Hegseth Claims That Mastermind of Iran’s Trump Assassination Plot Has Been Killed

There’s no evidence that either attempt was sponsored by Iran...

(Ken Silva, Headline USA) Department of War Secretary Pete Hegseth claimed Wednesday morning that the leader of an Iranian unit that attempted to assassinate President Donald Trump has been “hunted down and killed.” To date, the U.S. government has produced no solid evidence that Iran made any such attempt.

“Iran tried to kill President Trump. President Trump got the last laugh,” Hegseth said at a press conference.

According to Israeli journalist Amit Segal, the Iranian killed was Rahman Mokadam, the head of the Islamic Revolutionary Guard Corps’ special operations division. Segal also said that it was Israel who killed Mokadam, and that Israel informed Trump about the matter earlier Wednesday.

No other details about Mokadam or his role in the purported Iranian assassination plots have been reported in the U.S. or Israeli press.

There were two assassination attempts against Trump in 2024. One occurred on July 13, 2024, in Butler, Pennsylvania, when 20-year-old Thomas Crooks allegedly shot him in the ear from a rooftop during a campaign rally. The other occurred about two months later at Trump’s Palm Beach golf course, where North Carolina man Ryan Routh was spotted by Secret Service hiding in the bushes with an SKS-style rifle a mere few hundred yards away from Trump.

There’s no evidence that either attempt was sponsored by Iran.

The FBI did arrest a Pakistani national named Asif Merchant on July 12, 2024—the day before Trump was shot—for murder-for-hire in an alleged plot to assassinate U.S. officials, including possibly Trump.

However, Merchant’s actions can hardly be called an assassination attempt. Rather, the available evidence suggests that Merchant was the target of a highly controlled FBI sting operation, and that he never posed a threat to Trump.

Indeed, the U.S. was monitoring Merchant before he even entered the U.S. in April 2024, and officials let him into the country to track him and see where he’d go.

Moreover, an FBI informant drove Merchant around while he was here, and introduced him to two undercover agents posing as “hitmen.” Merchant allegedly paid those two agents $5,000 as a downpayment for his plot—which also included staging a protest and stealing documents—and he was arrested as he was attempting to leave the country.
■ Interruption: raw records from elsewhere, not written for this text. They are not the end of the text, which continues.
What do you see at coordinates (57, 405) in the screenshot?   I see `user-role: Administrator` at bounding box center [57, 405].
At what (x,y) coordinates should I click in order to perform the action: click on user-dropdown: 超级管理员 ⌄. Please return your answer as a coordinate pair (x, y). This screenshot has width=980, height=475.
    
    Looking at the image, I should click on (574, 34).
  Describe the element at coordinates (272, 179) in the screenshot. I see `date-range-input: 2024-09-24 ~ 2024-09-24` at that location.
Merchant’s trial is currently underway and is expected to last through mid-March.

The FBI did accuse one other man of being involved in an Iranian plot against Trump in a criminal complaint filed in November 2024. In that case, there’s arguably even less evidence of a credible threat to Trump.
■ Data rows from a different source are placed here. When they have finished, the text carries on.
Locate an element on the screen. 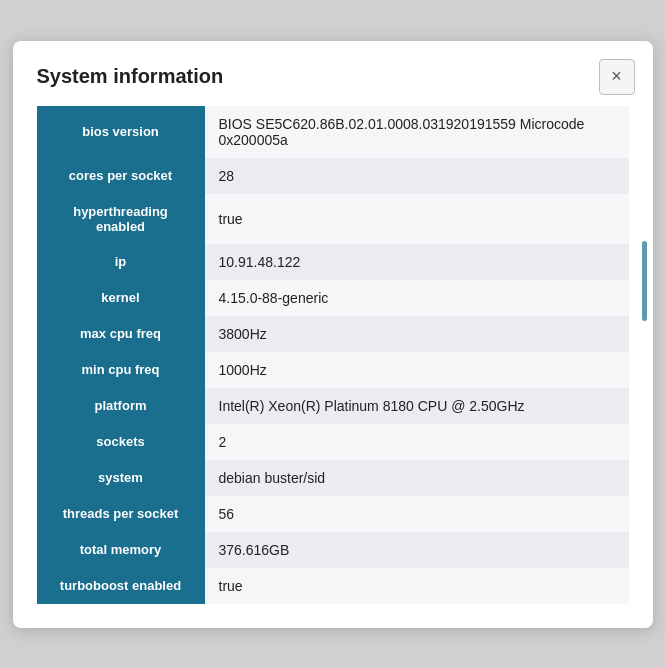 This screenshot has width=665, height=668. table-row: kernel4.15.0-88-generic is located at coordinates (333, 298).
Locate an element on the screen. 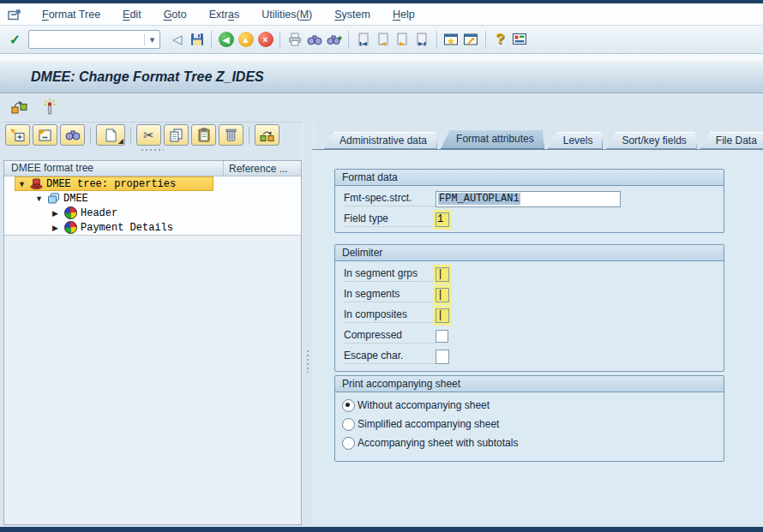  radio-simplified-sheet is located at coordinates (348, 425).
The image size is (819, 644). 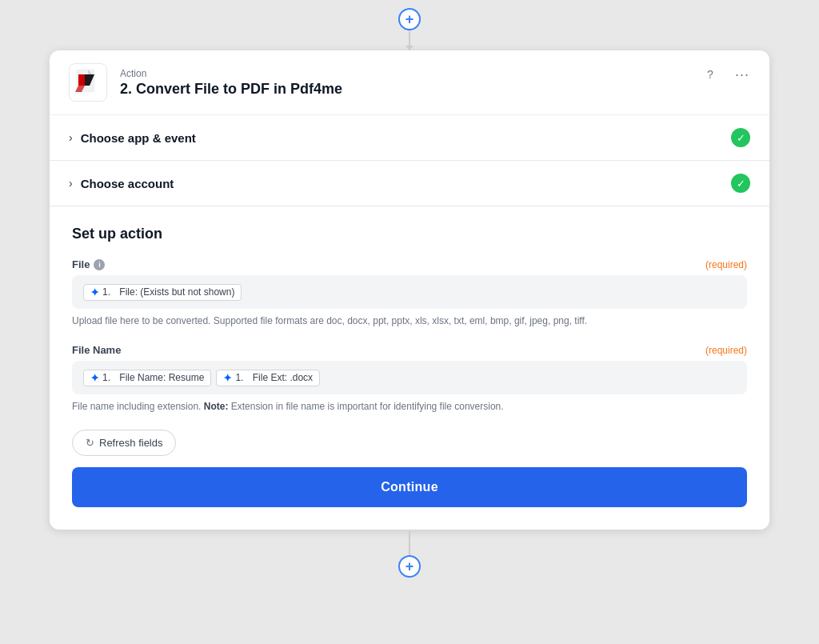 I want to click on setup-title: Set up action, so click(x=410, y=234).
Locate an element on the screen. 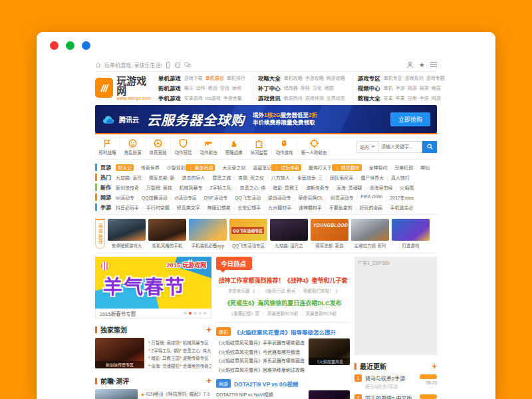 The width and height of the screenshot is (532, 399). article-link: 《火焰纹章风花雪月》困难熟练度刷法攻略 is located at coordinates (261, 370).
Indeed, the defendants in that case—Farhad Shakeri, 51, of Iran; Carlisle Rivera, also known as Pop, 49, of Brooklyn, New York; and Jonathon Loadholt, 36, of Staten Island, New York—were not accused of conspiring to kill any politicians, let alone Trump. Rather, they were charged with plotting to kill a U.S. journalist of Iranian origin.

While Shakeri is one of the defendants, the government’s criminal complaint shows that he appears to have been snitching to the FBI in recent months. According to the charging papers, Shakeri participated in phone interviews with the FBI from Iran on September 30, October 8, October 17, October 28 and November 7—ostensibly trading information in exchange for a sentence reduction for an unidentified individual.

In one of those interviews, Shakeri—who was deported from the United States in 2008 after serving fourteen years in prison for robbery—told the FBI that an Iranian Revolutionary Guard Corps official was pushing him to assassinate Trump.

Shakeri further told the FBI that the IRGC official told him on October 7 that he had to provide a plan to kill Trump within seven days. Shakeri said he was unable to do so, and so Iran has paused its plans to kill Trump until after the election—which would have made it easier to kill him if he lost.

The FBI admitted in the charging papers that Shakeri is a liar, but said his claims about Trump “appear to be truthful.” Nevertheless, when the Justice Department secured indictments in the case a month after the criminal complaint was filed, there was no mention of the allegation against Trump.

Loadholt and Rivera both pled guilty to conspiring against the journalist, while Shakeri remains at-large in Iran.

Ken Silva is the editor of Headline USA. Follow him at x.com/jd_cashless.